Wands is the suit of fire and is associated with the vital spirit and therefore with the spark of life that animates living things. The Latin word anima, from which we derive both the words animal and animate, means soul or spirit and can mean courage and high spirits. The suit of fire represents the qualities of movement, vitality, and creativity.
Primitive living things such as these salamanders—who are without the capacity for complex feeling (Cups) and thinking (Swords)—are connected with the power of fire because the spirit and the breath of life is within them. Their little bodies (Disks) have been made more than the simple lump of matter by something that is difficult to define and to describe. They are animate beings whose capacity for movement is the obvious sign of the dynamic life force within them.
In ancient times salamanders were thought to be born in fire. In fact, the class of elemental spirits ruled by the element fire is called salamanders. Perhaps this legend exists because salamanders made their homes in firewood and when the wood was kindled an occasional salamander crawled out to escape the blaze. Or perhaps it was because salamanders are often seen in the autumn, when the bright fire-colored leaves fall to earth, and the ancient people who saw them were reminded of the orange and yellow flames of the hearth. To us, the idea of salamanders born out of fire seems an odd contradiction; it is a puzzling contrast to their true nature as water creatures. In this way the salamander and the fiery leaves of fall symbolize the duality inherent in the number two. The Two of Wands is a symbol of the division and opposition of fire and water.
he interplay of opposites, as we have seen in the Two of Disks, is the beginning place of new creation. Here, in the suit of Wands, it is an interplay of the spirit of living things. The active interplay of fire and water creates steam, which is a symbol of the transcendence of the spirit. Steam is an ethereal form of water; it has transcended its need for a container to hold it just as the spirit of the living creature can transcend the body to directly experience the life force it shares with others. This is the spirit in which primitive creatures live. They cannot experience their own individuality, but the instinctual vitality of their kind runs through them. As humans we yearn for this experience: to join with another and in interplay to lose ourselves in the experience of unity. When this rare gift comes to us we call it a spiritual experience.
The dark color of these newts is symbolic of the earth they have evolved from. Their bright bellies, which are fiery orange, symbolize the vital energy and their intimate connection with the fiery suit. They combine in their tiny bodies the two first suits and are symbolic of the development of the suit of Disks into Wands. Animals represent potent creativity—one of the primary meanings of Wands—because unlike the mineral world, they actively complete the sexual act, which biologically expresses the fundamental creativity of life. When an animal recreates its own kind it performs the act through its own urgency to fulfill the procreative needs of the animal world.
Behind the autumn leaves, instead of the dark earth, is the starry sky. In very ancient times the stars were thought to be the hearth fires of the spirits in their world beyond the sky. The earth was the final resting place of most ancient people, whose eventual bed was a hole in the darkness of the soil. The nutrients released by the decomposition of the flesh were the source of the rich green life of the plants that grow above the burial pit. The spark of new life, symbolized by the stars, represents the spirits of the dead that speak to us about life. The stars symbolize the seeds of the grasses and other plants that will be born in the spring through the decomposition of leaves that cover and protect them in the soil. Or, perhaps they symbolize the spirit essence of living beings, as the ancients believed. Their multiplicity symbolizes the variety of paths and unique ways of being in the dance of the spirit.
The autumn leaves symbolize the spirit of life as it returns to the earth, from which the vital power originally flowed into the trees. Trees were widely worshiped all over the ancient world for their long life and strength. The living spirit of the great forests of ancient Europe permeated the lives of the ancients. The trees were symbolic of their forest God, who was the lover of the Great Earth Goddess, from whom all life flowed. His life force was manifested in the trees and was especially recognized as the long straight trunks—symbolic of the God’s mighty phallus—and the leaves, his semen. As the leaves fell back to the ground they provided the needed spark for the fertile earth. The autumn leaves also imply a return to the inner life, just as people return to the home when the cold weather and long nights advance, and the sun retreats to its winter path.
In interpretation, this card symbolizes growth of the spirit and its yearning for unification with its opposite and with others of its kind. We often need to connect with that which is different from ourselves to grow and to change. The steam that arises from the combination of fire and water is symbolic of the action that joins opposing forces. This is the development the Two of Wands suggests; that the interaction of opposites will lead to a higher order and a higher level of development. The fallen and fertile leaves may suggest that in order for the spark of this new development to take, something must be let go. The meeting of opposites in compromise may be the beginning of unity.
The Two of Wands implies traveling—or journeying—of the spirit, as the salamander travels toward the water when autumn arrives. It may be an inner journey because in the fall, when the leaves are bright and fiery, we turn toward the hearth and the home for the nurturing and growth of the spirit. This card is about that kind of growth and change. When we set out on a journey of the spirit, we turn inward first and then reach out to our loved ones, with whom we have experienced an inner merging.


Exercise directions - Copy each line of the records that contains the word "opamp".

[Data for review Boundary: Start]

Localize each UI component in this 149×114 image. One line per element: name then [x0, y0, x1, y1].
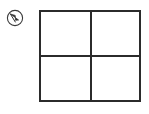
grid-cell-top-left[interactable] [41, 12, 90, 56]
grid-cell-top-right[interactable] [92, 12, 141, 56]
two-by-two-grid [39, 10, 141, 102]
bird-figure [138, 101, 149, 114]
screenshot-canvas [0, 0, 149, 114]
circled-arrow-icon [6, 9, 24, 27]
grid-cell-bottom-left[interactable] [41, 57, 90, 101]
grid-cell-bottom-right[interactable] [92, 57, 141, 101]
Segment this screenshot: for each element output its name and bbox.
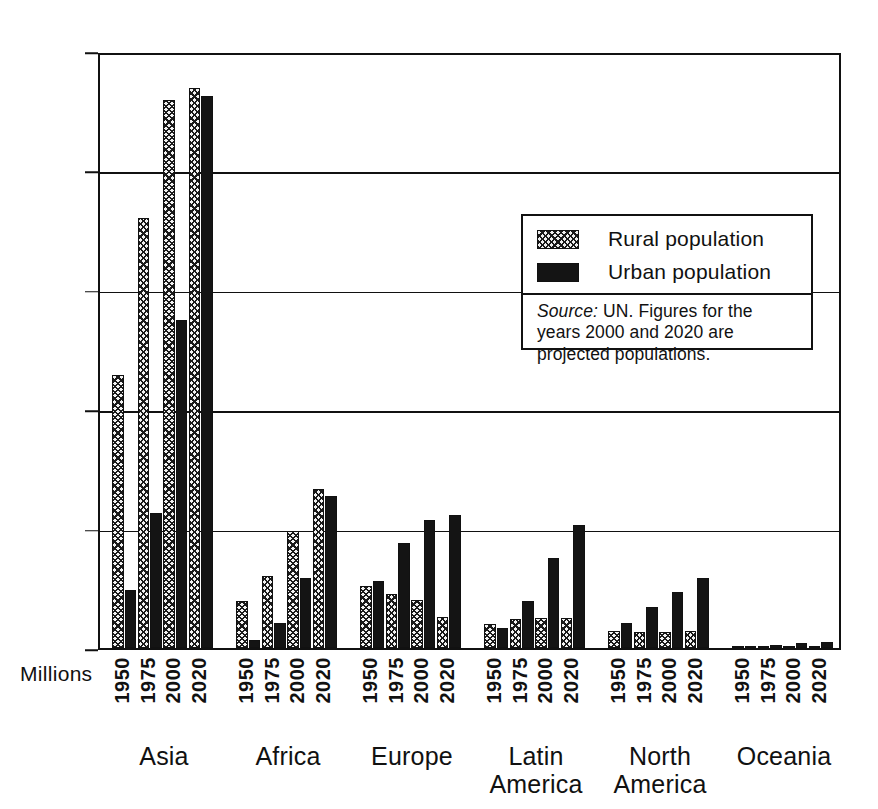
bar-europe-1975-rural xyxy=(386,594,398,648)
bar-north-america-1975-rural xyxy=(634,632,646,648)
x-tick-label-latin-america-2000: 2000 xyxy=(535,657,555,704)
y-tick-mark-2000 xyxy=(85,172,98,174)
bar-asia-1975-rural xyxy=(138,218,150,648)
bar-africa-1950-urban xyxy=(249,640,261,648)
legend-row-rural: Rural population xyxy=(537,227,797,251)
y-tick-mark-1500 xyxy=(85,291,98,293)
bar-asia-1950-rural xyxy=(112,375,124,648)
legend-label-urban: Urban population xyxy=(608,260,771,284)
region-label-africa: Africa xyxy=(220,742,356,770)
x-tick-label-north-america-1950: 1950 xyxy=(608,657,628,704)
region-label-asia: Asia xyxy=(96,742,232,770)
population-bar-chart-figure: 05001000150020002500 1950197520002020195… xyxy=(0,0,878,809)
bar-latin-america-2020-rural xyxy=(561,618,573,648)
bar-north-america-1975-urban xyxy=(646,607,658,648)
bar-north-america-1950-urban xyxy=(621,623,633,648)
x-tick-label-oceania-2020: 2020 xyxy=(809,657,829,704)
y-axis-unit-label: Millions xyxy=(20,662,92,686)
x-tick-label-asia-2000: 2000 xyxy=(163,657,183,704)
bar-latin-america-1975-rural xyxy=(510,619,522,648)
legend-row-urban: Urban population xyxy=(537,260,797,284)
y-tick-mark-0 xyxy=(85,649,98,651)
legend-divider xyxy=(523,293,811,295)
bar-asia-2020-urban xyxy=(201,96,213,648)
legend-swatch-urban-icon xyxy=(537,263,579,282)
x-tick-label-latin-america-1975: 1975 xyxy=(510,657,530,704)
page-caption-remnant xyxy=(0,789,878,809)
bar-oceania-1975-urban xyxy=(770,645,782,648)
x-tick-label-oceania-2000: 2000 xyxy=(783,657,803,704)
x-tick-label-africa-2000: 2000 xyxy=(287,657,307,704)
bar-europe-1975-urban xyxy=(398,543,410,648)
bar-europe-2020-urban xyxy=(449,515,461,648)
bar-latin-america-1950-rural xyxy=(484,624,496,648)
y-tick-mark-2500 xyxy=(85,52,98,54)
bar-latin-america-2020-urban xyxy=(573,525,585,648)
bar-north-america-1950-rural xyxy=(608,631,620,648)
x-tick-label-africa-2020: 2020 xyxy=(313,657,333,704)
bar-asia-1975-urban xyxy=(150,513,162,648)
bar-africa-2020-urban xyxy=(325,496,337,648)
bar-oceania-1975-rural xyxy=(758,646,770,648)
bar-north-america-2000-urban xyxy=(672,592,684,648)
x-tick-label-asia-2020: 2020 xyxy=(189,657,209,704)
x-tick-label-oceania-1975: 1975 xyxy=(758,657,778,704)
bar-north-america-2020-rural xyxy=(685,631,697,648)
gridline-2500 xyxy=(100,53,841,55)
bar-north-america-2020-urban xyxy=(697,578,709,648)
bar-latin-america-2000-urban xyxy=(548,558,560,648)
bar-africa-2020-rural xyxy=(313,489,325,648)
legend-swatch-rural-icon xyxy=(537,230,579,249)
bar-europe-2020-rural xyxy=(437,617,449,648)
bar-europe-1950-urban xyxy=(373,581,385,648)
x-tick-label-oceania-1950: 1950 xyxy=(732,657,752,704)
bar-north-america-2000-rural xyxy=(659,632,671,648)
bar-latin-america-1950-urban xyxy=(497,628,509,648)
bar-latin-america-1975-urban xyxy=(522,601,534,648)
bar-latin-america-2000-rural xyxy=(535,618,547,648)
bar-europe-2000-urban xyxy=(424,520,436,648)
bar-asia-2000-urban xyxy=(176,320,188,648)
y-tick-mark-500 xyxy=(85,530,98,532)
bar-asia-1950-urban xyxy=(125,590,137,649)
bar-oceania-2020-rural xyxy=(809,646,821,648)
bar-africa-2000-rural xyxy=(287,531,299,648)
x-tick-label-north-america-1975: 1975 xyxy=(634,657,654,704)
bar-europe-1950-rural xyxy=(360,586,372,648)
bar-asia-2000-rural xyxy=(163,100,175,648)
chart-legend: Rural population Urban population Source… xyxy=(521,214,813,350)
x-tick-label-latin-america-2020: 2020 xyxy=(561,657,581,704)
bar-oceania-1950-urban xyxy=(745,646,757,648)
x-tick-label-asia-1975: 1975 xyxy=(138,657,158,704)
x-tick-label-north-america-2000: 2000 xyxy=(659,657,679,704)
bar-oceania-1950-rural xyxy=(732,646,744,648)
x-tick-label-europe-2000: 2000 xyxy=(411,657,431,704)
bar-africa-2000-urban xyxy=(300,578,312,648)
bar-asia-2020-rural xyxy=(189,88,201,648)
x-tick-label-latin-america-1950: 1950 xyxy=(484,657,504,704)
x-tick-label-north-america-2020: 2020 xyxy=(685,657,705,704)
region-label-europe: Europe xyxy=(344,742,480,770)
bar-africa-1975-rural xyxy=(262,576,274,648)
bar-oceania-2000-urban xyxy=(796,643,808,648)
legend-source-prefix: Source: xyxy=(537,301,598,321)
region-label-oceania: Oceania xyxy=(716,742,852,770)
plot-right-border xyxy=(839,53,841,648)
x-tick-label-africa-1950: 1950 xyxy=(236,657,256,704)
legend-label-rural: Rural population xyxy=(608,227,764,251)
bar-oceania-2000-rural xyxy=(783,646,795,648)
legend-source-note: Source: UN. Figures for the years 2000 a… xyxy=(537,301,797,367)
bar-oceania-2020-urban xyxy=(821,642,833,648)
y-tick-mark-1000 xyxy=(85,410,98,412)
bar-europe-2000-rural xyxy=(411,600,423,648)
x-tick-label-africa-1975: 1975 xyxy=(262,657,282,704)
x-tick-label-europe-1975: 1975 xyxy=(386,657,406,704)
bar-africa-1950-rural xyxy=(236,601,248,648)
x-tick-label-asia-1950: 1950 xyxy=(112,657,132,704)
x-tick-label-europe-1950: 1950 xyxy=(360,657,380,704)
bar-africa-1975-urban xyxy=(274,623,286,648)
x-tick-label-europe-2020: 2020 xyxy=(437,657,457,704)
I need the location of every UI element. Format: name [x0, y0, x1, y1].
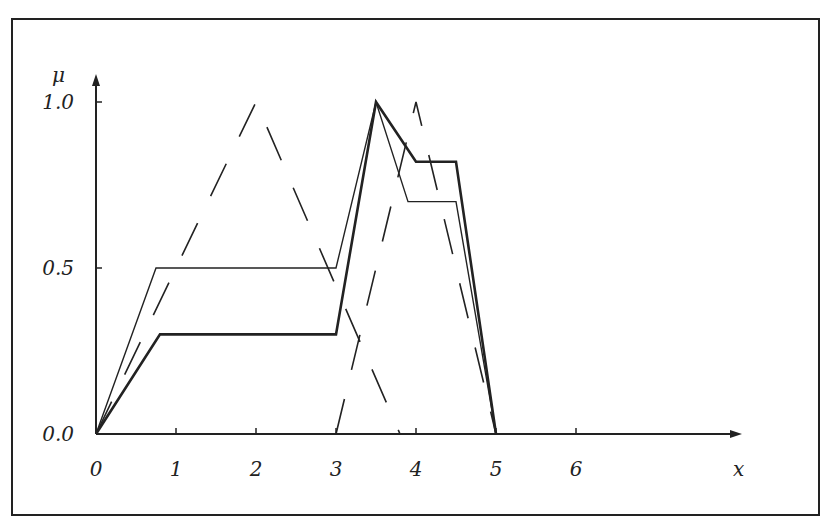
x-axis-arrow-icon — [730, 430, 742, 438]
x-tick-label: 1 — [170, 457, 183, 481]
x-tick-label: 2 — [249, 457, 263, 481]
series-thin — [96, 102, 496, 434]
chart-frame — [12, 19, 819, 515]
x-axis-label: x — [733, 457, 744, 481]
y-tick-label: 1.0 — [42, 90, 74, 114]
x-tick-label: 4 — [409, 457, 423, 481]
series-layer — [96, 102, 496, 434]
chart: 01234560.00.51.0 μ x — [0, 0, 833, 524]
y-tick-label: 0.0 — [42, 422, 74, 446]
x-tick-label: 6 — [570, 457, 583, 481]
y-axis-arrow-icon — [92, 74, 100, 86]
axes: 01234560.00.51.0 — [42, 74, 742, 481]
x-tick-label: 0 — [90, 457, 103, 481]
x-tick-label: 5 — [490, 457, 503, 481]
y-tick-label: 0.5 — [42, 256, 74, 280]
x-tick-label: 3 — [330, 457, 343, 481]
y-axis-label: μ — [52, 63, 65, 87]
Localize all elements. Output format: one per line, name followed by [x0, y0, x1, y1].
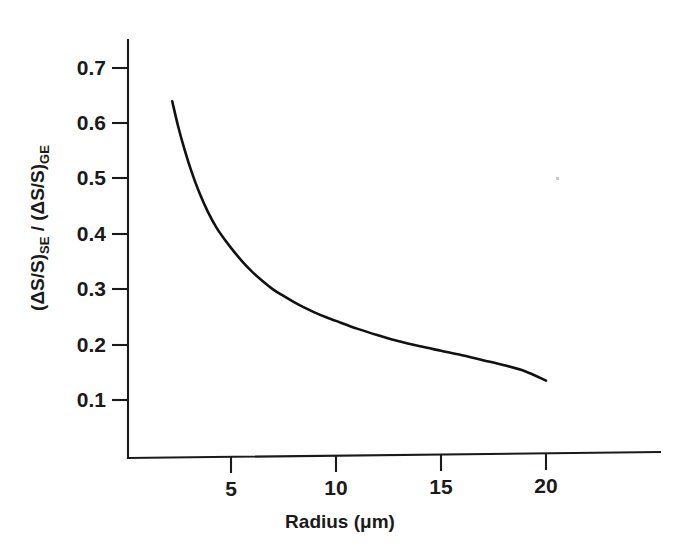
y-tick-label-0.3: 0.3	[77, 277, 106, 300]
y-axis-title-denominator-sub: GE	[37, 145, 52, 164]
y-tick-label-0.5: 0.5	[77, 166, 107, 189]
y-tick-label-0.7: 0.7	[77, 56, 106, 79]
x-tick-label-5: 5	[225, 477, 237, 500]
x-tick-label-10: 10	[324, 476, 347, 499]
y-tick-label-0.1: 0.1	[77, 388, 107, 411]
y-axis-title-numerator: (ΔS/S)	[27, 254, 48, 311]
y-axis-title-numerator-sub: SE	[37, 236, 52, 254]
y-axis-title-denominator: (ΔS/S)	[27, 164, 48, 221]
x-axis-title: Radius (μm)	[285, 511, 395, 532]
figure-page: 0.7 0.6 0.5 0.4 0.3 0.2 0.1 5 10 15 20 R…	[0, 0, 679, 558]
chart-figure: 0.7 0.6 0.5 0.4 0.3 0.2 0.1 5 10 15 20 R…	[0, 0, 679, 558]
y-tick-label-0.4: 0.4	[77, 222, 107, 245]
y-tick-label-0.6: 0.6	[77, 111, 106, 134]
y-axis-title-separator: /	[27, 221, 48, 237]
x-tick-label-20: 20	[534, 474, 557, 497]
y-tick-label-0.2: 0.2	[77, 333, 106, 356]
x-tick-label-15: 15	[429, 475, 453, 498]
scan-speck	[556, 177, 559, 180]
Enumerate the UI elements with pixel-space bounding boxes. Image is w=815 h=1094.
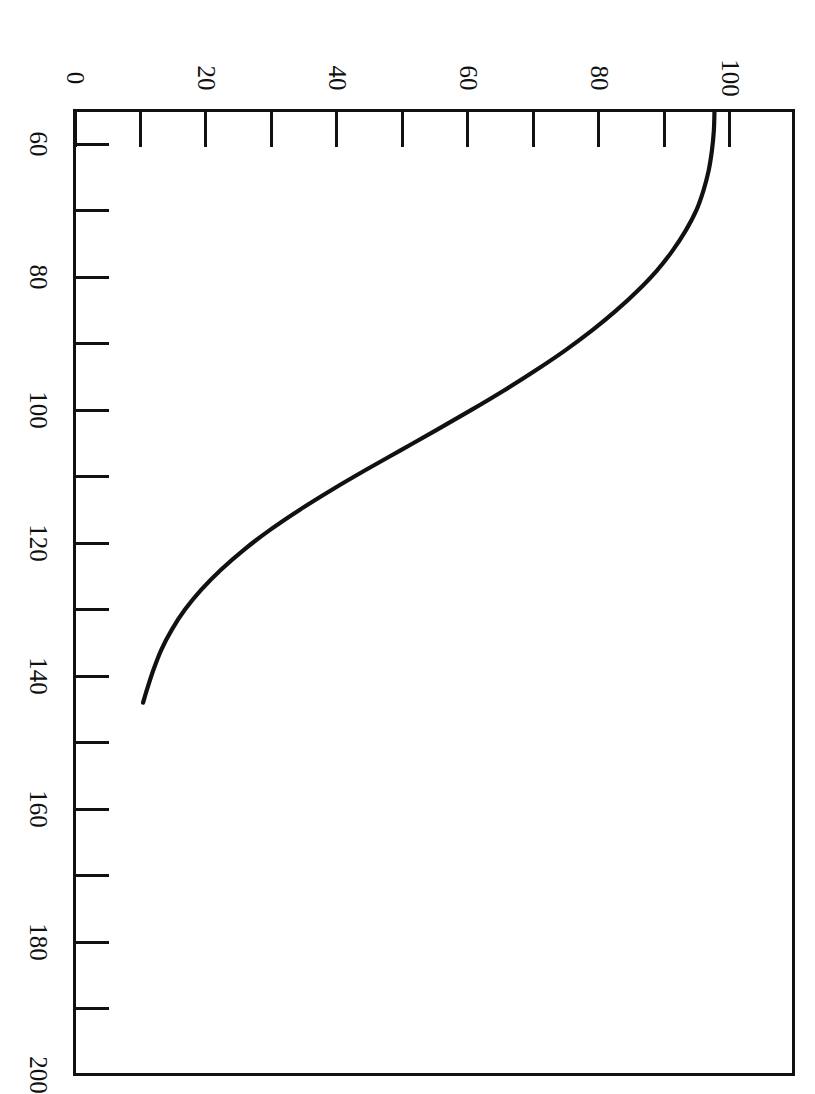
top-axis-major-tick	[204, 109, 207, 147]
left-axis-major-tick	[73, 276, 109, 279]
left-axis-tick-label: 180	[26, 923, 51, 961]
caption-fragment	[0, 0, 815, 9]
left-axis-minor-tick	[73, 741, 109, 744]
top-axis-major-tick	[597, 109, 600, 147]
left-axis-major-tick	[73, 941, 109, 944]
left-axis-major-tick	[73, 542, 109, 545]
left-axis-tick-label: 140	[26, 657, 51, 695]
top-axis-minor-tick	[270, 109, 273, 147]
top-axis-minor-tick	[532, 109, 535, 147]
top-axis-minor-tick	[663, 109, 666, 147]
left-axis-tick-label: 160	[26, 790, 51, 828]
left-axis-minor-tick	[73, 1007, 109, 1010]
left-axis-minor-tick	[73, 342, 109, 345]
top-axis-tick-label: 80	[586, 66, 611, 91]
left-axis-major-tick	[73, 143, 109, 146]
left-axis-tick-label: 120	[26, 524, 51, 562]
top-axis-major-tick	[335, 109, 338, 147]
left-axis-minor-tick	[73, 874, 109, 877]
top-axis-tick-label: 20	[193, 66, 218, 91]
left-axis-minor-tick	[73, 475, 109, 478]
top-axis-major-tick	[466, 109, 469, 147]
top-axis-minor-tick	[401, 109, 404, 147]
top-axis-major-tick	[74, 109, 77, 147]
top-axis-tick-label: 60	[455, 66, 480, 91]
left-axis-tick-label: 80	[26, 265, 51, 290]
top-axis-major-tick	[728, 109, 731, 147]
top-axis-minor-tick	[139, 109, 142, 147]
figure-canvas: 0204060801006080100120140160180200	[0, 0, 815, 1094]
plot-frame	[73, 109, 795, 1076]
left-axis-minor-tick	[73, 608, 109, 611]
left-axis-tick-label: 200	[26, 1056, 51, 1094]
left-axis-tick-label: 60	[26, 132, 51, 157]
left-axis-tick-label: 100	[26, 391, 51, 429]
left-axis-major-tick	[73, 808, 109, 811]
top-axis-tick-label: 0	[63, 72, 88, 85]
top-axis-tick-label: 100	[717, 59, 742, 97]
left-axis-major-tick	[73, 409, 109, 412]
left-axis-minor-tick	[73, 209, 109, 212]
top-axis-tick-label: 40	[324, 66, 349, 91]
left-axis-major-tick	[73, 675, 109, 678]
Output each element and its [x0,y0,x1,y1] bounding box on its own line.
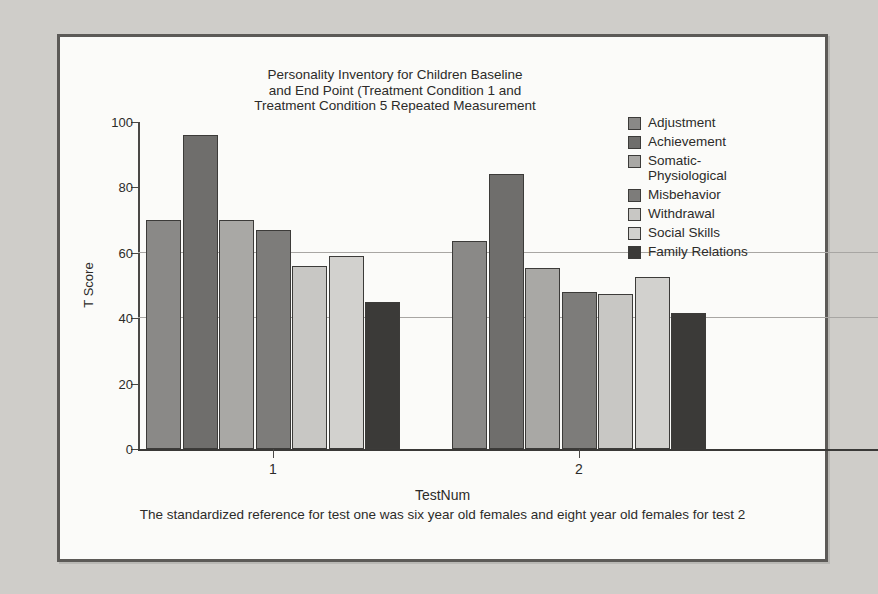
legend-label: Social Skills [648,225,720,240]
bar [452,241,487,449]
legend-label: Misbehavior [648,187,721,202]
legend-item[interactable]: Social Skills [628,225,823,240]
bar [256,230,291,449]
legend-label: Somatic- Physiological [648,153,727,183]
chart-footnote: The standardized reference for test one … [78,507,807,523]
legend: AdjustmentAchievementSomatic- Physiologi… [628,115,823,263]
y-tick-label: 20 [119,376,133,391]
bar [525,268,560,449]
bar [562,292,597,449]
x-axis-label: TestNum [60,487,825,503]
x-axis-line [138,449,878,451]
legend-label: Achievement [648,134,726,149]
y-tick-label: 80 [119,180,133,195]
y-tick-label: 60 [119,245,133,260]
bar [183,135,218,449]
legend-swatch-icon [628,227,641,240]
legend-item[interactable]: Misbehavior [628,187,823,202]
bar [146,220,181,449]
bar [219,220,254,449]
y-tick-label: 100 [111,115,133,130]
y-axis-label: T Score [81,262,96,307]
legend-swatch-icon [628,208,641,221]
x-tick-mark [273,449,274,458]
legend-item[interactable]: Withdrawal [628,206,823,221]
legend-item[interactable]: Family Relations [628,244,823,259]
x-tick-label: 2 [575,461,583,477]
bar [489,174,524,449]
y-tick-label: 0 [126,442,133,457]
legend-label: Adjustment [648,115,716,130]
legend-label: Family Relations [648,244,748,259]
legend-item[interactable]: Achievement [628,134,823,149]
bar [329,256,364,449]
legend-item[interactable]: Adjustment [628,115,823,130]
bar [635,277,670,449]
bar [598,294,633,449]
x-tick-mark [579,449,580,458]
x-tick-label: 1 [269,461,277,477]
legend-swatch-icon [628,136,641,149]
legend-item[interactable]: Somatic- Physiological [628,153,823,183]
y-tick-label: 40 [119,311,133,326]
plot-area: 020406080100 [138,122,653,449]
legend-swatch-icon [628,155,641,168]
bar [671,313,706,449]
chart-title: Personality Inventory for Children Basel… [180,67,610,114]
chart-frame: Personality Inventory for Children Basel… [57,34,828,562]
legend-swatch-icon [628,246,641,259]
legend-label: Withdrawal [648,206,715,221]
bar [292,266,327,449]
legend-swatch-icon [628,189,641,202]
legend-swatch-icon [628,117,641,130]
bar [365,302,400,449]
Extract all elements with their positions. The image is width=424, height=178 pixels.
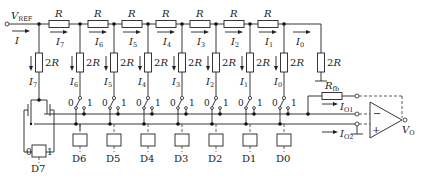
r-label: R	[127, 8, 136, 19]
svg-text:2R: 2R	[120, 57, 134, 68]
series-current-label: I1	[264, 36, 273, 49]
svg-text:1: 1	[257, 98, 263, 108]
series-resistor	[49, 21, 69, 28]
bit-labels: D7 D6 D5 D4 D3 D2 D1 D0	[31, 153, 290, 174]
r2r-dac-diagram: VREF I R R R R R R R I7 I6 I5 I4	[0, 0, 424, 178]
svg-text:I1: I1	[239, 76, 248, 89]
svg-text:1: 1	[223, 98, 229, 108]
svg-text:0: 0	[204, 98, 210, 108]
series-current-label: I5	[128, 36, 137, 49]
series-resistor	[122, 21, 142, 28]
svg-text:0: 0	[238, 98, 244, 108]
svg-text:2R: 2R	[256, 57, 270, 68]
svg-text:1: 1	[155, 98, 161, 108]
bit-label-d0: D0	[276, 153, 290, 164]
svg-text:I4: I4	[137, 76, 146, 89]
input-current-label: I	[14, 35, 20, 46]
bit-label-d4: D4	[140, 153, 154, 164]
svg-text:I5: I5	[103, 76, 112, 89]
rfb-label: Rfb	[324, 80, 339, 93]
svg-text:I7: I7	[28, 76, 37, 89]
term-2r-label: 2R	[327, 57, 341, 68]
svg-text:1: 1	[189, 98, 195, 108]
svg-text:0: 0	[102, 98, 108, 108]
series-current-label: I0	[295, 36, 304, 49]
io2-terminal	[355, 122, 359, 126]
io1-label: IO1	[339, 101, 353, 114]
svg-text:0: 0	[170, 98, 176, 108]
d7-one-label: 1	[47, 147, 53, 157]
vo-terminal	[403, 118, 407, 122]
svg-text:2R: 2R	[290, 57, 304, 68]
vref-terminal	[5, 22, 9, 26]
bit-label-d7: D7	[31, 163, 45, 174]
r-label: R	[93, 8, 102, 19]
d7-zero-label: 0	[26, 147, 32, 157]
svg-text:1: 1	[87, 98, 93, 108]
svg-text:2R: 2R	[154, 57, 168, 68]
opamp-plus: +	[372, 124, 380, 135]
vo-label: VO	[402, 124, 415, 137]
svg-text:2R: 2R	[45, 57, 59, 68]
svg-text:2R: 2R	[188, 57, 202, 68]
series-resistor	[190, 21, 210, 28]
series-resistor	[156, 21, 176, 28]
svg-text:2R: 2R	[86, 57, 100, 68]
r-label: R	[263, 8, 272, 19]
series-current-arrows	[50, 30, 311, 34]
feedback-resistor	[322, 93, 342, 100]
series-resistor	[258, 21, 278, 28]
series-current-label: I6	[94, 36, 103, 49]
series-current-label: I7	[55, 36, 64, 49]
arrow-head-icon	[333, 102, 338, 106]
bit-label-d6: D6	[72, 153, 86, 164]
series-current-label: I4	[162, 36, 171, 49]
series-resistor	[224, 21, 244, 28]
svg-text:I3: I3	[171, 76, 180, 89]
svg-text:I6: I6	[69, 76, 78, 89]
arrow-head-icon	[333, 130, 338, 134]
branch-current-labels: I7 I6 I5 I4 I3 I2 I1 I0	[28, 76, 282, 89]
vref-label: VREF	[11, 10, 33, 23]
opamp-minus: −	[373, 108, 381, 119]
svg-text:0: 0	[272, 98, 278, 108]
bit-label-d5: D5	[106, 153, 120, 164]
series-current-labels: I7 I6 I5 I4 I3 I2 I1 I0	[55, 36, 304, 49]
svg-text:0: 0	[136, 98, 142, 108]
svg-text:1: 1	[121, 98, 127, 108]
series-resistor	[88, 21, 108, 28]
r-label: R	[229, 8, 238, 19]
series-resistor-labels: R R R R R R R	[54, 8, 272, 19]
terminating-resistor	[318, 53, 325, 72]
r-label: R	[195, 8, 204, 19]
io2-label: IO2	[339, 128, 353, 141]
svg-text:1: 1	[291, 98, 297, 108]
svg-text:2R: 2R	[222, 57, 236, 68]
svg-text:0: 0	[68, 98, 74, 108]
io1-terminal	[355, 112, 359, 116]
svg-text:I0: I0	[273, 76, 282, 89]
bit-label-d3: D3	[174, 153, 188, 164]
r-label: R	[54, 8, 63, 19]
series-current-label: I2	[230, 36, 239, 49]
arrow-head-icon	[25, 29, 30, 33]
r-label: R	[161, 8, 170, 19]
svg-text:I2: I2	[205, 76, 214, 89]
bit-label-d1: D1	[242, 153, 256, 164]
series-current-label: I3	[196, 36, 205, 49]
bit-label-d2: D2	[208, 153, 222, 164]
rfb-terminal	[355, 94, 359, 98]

[Data for review Boundary: End]

Reply -
opamp-plus: +	[372, 124, 380, 135]
opamp-minus: −	[373, 108, 381, 119]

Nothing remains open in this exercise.